Archive | May 2017

8/52 Keep Writing?

After being away for three months, I am trying to find my life again. What parts should I keep? Do I want to keep? What parts should be updated?

One thing that I am trying to keep is my promise to write. I had pledged to write one essay a week for the year. It started so well. Every Saturday, boom. I had a deadline. I had the motivation. I had a special writing spot where I could hunker down and ideas just popped up each week drawing words out of me. When I was still writing after the first month, I was excited. I was sure my writing would start to improve. It would capture my thoughts. By the end of the year, I would have a literary portrait of myself. I was confident and sure of my resolve.

Then I left the country.

I thought the solitude of living alone would be conducive for writing. I thought the nights alone would give me the time to play with language, to illuminate my deepest thoughts. I didn’t realize that my hunkering spot was so important so I set out to find a new one. The kitchen table seemed ideal since that is where I work at home. But no, even though it glowed in the morning sun, and glimmered in the setting sun, there always seemed to be other things to do. I tried to work in the bedroom, but there was no desk. Eventually, I hauled a kitchen chair into the room and used the bed as a desk. That was minimally successful. I did get ideas popping onto the paper, but they never developed past the first few lines. Maybe it was more than a hunkering place that I was missing. Maybe I lost the essence of myself, my American self. Now I was back in the land of my childhood. I could walk the beach, visit with family, or hold my grandbaby. I could go walking with friends from high school. People knew me, but they didn’t know me and I didn’t know them. Oh, I know their names and their histories, but I never had the luxury of walking with them through their lives. At least, thirty years of American life had intervened. Yet we were family. We were friends. While small details of my life were unknown, our friendships started up as though no time had passed. So then I thought I would find my other self. Still there was no writing.

Then my mom went to hospital.

The solitude was gone. The long nights alone gave way to exhausting evenings sitting in a ward watching and waiting. There was plenty of time to think, but the thinking was about childhood. My mother wanted things to be her way. She wanted me to be her child. She wanted to be my mother. My siblings spent more time together than they had ever done. I am fourteen years older than my youngest sister. When I left home at 18, I devoured a new world. I started my own family. Most of my siblings were left in the old world where they grew up and started their own families. But now we were together, we hae one mission. We need to stand by our mother. My high school friends also stepped in, giving me respite, giving me advice and walks in the dark. I found my old life there and it grew and developed. I spent hours thinking about what to write, about my life, about my mother, about what to write.

Then I came home.

After being away for three months, I am trying to find my life again. Maybe I did find my life. Maybe my life is the sum of its parts. I may leave portions behind, but they are still there. They can delight or haunt me, they can support me or devastate. Writing will surely help to sort this out.

 

This entry was posted on May 29, 2017. 1 Comment

7/52 Immigrants

Yesterday, I marched with immigrants. I don’t think I marched for myself. I marched for those who could not march.

I am an immigrant and so is my second son. But I have papers and so does my son. That makes a difference. I don’t think I did much to earn the honor of receiving papers. It just happened. We were lucky. Two of my other children were immigrants, but they chose to return home. The life of an immigrant was not for them. The call of home, of identity, was too strong.

My grandmother was an immigrant from England. She came to Australia to be with her sister and, I think, to escape from a less than wonderful world. To escape from crowding and bigotry and a marriage. She came to a land where she could not marry her partner of many years, where her children needed to remove their one pair of shoes after school. I wonder if she found her new country to be better. I never asked her and now I will never know.

My great-grandfather was an immigrant from Indonesia. He was sold for a bag of rice and became a companion for a captain’s wife. They say she brought him to Australia and treated him the way she did all her other children. But, even if that were true, did he feel equality, equity, humanity? He wasn’t allowed to marry. His skin was too brown. He lived as a fisher, was shipwrecked and saved those who were shipwrecked. A tram brought an end to him. His usual stop was cancelled, but he got off anyway.

My two countries, Australia and America, were once free of humans so in a way we are all immigrants. This world now has billions of people who continue to reproduce and who continue to search out new and better places to live. Humans are immigrants and I am human.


● About this task: Write out the records in full and without alteration, setting aside their pictures.

** Opening Records for this task block **

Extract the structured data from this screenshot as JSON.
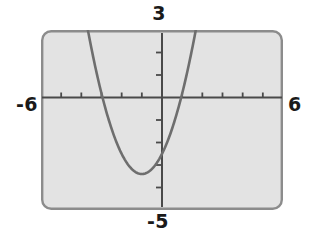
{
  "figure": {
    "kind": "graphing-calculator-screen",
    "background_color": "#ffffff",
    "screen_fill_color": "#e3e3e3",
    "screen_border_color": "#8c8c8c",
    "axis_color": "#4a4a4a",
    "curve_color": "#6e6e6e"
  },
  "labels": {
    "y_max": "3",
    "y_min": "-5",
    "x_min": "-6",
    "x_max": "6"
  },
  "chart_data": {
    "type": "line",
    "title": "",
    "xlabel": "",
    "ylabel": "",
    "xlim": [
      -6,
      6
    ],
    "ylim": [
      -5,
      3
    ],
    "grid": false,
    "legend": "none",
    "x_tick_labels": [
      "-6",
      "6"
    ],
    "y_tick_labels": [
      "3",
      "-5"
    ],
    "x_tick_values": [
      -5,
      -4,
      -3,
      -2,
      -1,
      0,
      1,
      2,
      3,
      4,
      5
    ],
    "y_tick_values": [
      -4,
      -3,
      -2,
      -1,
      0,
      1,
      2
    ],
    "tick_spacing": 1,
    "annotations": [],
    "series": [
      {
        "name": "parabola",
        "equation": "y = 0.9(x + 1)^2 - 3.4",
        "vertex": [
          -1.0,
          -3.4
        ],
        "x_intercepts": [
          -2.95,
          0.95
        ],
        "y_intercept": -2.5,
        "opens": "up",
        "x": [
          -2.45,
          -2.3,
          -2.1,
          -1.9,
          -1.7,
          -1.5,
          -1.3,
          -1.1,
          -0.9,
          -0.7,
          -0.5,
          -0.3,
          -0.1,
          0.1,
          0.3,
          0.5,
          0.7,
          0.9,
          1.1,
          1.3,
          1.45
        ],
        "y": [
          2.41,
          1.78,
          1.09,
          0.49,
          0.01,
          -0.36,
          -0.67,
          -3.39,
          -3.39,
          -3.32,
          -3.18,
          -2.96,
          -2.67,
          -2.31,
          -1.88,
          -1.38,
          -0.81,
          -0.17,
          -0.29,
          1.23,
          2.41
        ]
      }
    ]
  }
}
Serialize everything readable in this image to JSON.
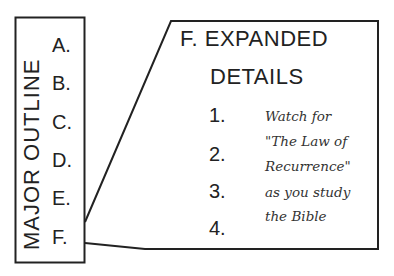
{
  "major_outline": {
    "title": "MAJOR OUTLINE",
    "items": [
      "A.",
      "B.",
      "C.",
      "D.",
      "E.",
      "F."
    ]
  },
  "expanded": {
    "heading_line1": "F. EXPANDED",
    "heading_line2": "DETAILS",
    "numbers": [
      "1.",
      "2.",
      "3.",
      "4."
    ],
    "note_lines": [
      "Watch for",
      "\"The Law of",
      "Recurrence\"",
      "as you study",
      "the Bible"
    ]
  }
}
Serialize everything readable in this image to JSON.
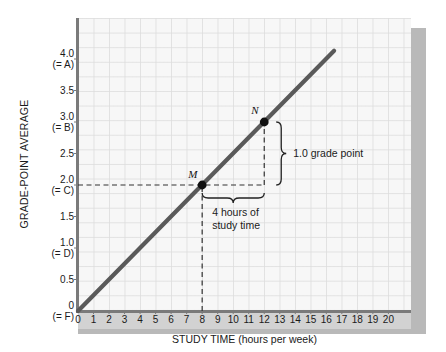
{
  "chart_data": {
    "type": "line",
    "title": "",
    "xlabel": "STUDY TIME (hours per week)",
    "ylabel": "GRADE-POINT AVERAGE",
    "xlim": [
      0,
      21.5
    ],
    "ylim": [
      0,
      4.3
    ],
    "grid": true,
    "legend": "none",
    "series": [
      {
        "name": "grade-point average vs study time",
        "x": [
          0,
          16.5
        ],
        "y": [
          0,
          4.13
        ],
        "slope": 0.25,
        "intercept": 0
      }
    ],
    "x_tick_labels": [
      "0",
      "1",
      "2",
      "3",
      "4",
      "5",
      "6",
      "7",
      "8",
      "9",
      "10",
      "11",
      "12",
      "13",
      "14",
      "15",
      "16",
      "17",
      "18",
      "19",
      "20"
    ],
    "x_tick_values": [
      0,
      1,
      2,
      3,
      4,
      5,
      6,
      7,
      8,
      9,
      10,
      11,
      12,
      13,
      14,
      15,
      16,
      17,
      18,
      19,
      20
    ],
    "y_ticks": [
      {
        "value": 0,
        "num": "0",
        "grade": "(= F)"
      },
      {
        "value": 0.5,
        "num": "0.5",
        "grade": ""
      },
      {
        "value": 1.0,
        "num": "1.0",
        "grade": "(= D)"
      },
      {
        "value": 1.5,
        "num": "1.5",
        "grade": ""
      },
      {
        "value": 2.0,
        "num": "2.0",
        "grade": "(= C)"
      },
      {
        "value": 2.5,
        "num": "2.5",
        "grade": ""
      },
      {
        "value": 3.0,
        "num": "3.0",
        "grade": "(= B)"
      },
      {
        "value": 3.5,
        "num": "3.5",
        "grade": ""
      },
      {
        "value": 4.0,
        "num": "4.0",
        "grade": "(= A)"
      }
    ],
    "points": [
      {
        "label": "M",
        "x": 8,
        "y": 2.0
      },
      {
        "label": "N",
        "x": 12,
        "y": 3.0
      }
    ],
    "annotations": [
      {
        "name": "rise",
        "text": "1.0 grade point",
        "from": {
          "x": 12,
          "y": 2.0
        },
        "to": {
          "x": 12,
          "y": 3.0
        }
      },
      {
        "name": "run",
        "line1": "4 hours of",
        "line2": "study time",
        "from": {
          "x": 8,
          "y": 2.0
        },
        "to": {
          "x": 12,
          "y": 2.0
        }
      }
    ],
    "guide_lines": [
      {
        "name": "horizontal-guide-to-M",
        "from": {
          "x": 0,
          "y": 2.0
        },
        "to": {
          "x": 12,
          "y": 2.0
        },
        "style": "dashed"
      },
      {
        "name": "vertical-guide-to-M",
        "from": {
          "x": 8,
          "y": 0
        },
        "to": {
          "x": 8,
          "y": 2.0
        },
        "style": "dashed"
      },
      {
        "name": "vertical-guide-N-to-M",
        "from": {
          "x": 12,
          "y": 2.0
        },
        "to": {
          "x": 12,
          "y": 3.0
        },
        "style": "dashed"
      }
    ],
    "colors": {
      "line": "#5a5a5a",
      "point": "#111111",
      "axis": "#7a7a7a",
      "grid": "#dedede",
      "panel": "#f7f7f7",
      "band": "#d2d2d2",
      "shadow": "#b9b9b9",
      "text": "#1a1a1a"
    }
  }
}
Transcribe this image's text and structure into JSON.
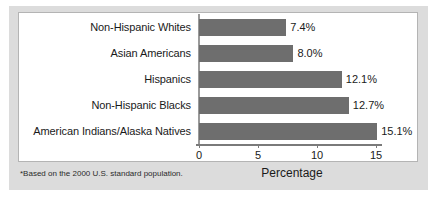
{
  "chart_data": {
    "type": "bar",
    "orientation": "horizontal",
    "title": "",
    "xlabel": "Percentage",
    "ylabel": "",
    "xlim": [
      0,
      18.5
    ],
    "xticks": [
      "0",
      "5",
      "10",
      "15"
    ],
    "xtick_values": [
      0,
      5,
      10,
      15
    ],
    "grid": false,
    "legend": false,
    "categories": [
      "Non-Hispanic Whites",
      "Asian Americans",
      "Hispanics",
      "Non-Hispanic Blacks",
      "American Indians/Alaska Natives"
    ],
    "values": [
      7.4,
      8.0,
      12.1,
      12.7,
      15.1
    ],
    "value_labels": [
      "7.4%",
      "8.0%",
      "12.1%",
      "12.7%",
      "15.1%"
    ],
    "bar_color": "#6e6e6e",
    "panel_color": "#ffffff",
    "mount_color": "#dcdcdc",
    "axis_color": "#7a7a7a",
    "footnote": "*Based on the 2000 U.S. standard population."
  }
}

** Closing Records for this task block **

● Answer to the problem:
Extract the structured data from this screenshot as JSON.
{
  "figure": {
    "kind": "graphing-calculator-screen",
    "background_color": "#ffffff",
    "screen_fill_color": "#e3e3e3",
    "screen_border_color": "#8c8c8c",
    "axis_color": "#4a4a4a",
    "curve_color": "#6e6e6e"
  },
  "labels": {
    "y_max": "3",
    "y_min": "-5",
    "x_min": "-6",
    "x_max": "6"
  },
  "chart_data": {
    "type": "line",
    "title": "",
    "xlabel": "",
    "ylabel": "",
    "xlim": [
      -6,
      6
    ],
    "ylim": [
      -5,
      3
    ],
    "grid": false,
    "legend": "none",
    "x_tick_labels": [
      "-6",
      "6"
    ],
    "y_tick_labels": [
      "3",
      "-5"
    ],
    "x_tick_values": [
      -5,
      -4,
      -3,
      -2,
      -1,
      0,
      1,
      2,
      3,
      4,
      5
    ],
    "y_tick_values": [
      -4,
      -3,
      -2,
      -1,
      0,
      1,
      2
    ],
    "tick_spacing": 1,
    "annotations": [],
    "series": [
      {
        "name": "parabola",
        "equation": "y = 0.9(x + 1)^2 - 3.4",
        "vertex": [
          -1.0,
          -3.4
        ],
        "x_intercepts": [
          -2.95,
          0.95
        ],
        "y_intercept": -2.5,
        "opens": "up",
        "x": [
          -2.45,
          -2.3,
          -2.1,
          -1.9,
          -1.7,
          -1.5,
          -1.3,
          -1.1,
          -0.9,
          -0.7,
          -0.5,
          -0.3,
          -0.1,
          0.1,
          0.3,
          0.5,
          0.7,
          0.9,
          1.1,
          1.3,
          1.45
        ],
        "y": [
          2.41,
          1.78,
          1.09,
          0.49,
          0.01,
          -0.36,
          -0.67,
          -3.39,
          -3.39,
          -3.32,
          -3.18,
          -2.96,
          -2.67,
          -2.31,
          -1.88,
          -1.38,
          -0.81,
          -0.17,
          -0.29,
          1.23,
          2.41
        ]
      }
    ]
  }
}
Serialize everything readable in this image to JSON.
{
  "major_outline": {
    "title": "MAJOR OUTLINE",
    "items": [
      "A.",
      "B.",
      "C.",
      "D.",
      "E.",
      "F."
    ]
  },
  "expanded": {
    "heading_line1": "F. EXPANDED",
    "heading_line2": "DETAILS",
    "numbers": [
      "1.",
      "2.",
      "3.",
      "4."
    ],
    "note_lines": [
      "Watch for",
      "\"The Law of",
      "Recurrence\"",
      "as you study",
      "the Bible"
    ]
  }
}
Serialize everything readable in this image to JSON.
{
  "chart_data": {
    "type": "line",
    "title": "",
    "xlabel": "STUDY TIME (hours per week)",
    "ylabel": "GRADE-POINT AVERAGE",
    "xlim": [
      0,
      21.5
    ],
    "ylim": [
      0,
      4.3
    ],
    "grid": true,
    "legend": "none",
    "series": [
      {
        "name": "grade-point average vs study time",
        "x": [
          0,
          16.5
        ],
        "y": [
          0,
          4.13
        ],
        "slope": 0.25,
        "intercept": 0
      }
    ],
    "x_tick_labels": [
      "0",
      "1",
      "2",
      "3",
      "4",
      "5",
      "6",
      "7",
      "8",
      "9",
      "10",
      "11",
      "12",
      "13",
      "14",
      "15",
      "16",
      "17",
      "18",
      "19",
      "20"
    ],
    "x_tick_values": [
      0,
      1,
      2,
      3,
      4,
      5,
      6,
      7,
      8,
      9,
      10,
      11,
      12,
      13,
      14,
      15,
      16,
      17,
      18,
      19,
      20
    ],
    "y_ticks": [
      {
        "value": 0,
        "num": "0",
        "grade": "(= F)"
      },
      {
        "value": 0.5,
        "num": "0.5",
        "grade": ""
      },
      {
        "value": 1.0,
        "num": "1.0",
        "grade": "(= D)"
      },
      {
        "value": 1.5,
        "num": "1.5",
        "grade": ""
      },
      {
        "value": 2.0,
        "num": "2.0",
        "grade": "(= C)"
      },
      {
        "value": 2.5,
        "num": "2.5",
        "grade": ""
      },
      {
        "value": 3.0,
        "num": "3.0",
        "grade": "(= B)"
      },
      {
        "value": 3.5,
        "num": "3.5",
        "grade": ""
      },
      {
        "value": 4.0,
        "num": "4.0",
        "grade": "(= A)"
      }
    ],
    "points": [
      {
        "label": "M",
        "x": 8,
        "y": 2.0
      },
      {
        "label": "N",
        "x": 12,
        "y": 3.0
      }
    ],
    "annotations": [
      {
        "name": "rise",
        "text": "1.0 grade point",
        "from": {
          "x": 12,
          "y": 2.0
        },
        "to": {
          "x": 12,
          "y": 3.0
        }
      },
      {
        "name": "run",
        "line1": "4 hours of",
        "line2": "study time",
        "from": {
          "x": 8,
          "y": 2.0
        },
        "to": {
          "x": 12,
          "y": 2.0
        }
      }
    ],
    "guide_lines": [
      {
        "name": "horizontal-guide-to-M",
        "from": {
          "x": 0,
          "y": 2.0
        },
        "to": {
          "x": 12,
          "y": 2.0
        },
        "style": "dashed"
      },
      {
        "name": "vertical-guide-to-M",
        "from": {
          "x": 8,
          "y": 0
        },
        "to": {
          "x": 8,
          "y": 2.0
        },
        "style": "dashed"
      },
      {
        "name": "vertical-guide-N-to-M",
        "from": {
          "x": 12,
          "y": 2.0
        },
        "to": {
          "x": 12,
          "y": 3.0
        },
        "style": "dashed"
      }
    ],
    "colors": {
      "line": "#5a5a5a",
      "point": "#111111",
      "axis": "#7a7a7a",
      "grid": "#dedede",
      "panel": "#f7f7f7",
      "band": "#d2d2d2",
      "shadow": "#b9b9b9",
      "text": "#1a1a1a"
    }
  }
}
Transcribe this image's text and structure into JSON.
{
  "chart_data": {
    "type": "bar",
    "orientation": "horizontal",
    "title": "",
    "xlabel": "Percentage",
    "ylabel": "",
    "xlim": [
      0,
      18.5
    ],
    "xticks": [
      "0",
      "5",
      "10",
      "15"
    ],
    "xtick_values": [
      0,
      5,
      10,
      15
    ],
    "grid": false,
    "legend": false,
    "categories": [
      "Non-Hispanic Whites",
      "Asian Americans",
      "Hispanics",
      "Non-Hispanic Blacks",
      "American Indians/Alaska Natives"
    ],
    "values": [
      7.4,
      8.0,
      12.1,
      12.7,
      15.1
    ],
    "value_labels": [
      "7.4%",
      "8.0%",
      "12.1%",
      "12.7%",
      "15.1%"
    ],
    "bar_color": "#6e6e6e",
    "panel_color": "#ffffff",
    "mount_color": "#dcdcdc",
    "axis_color": "#7a7a7a",
    "footnote": "*Based on the 2000 U.S. standard population."
  }
}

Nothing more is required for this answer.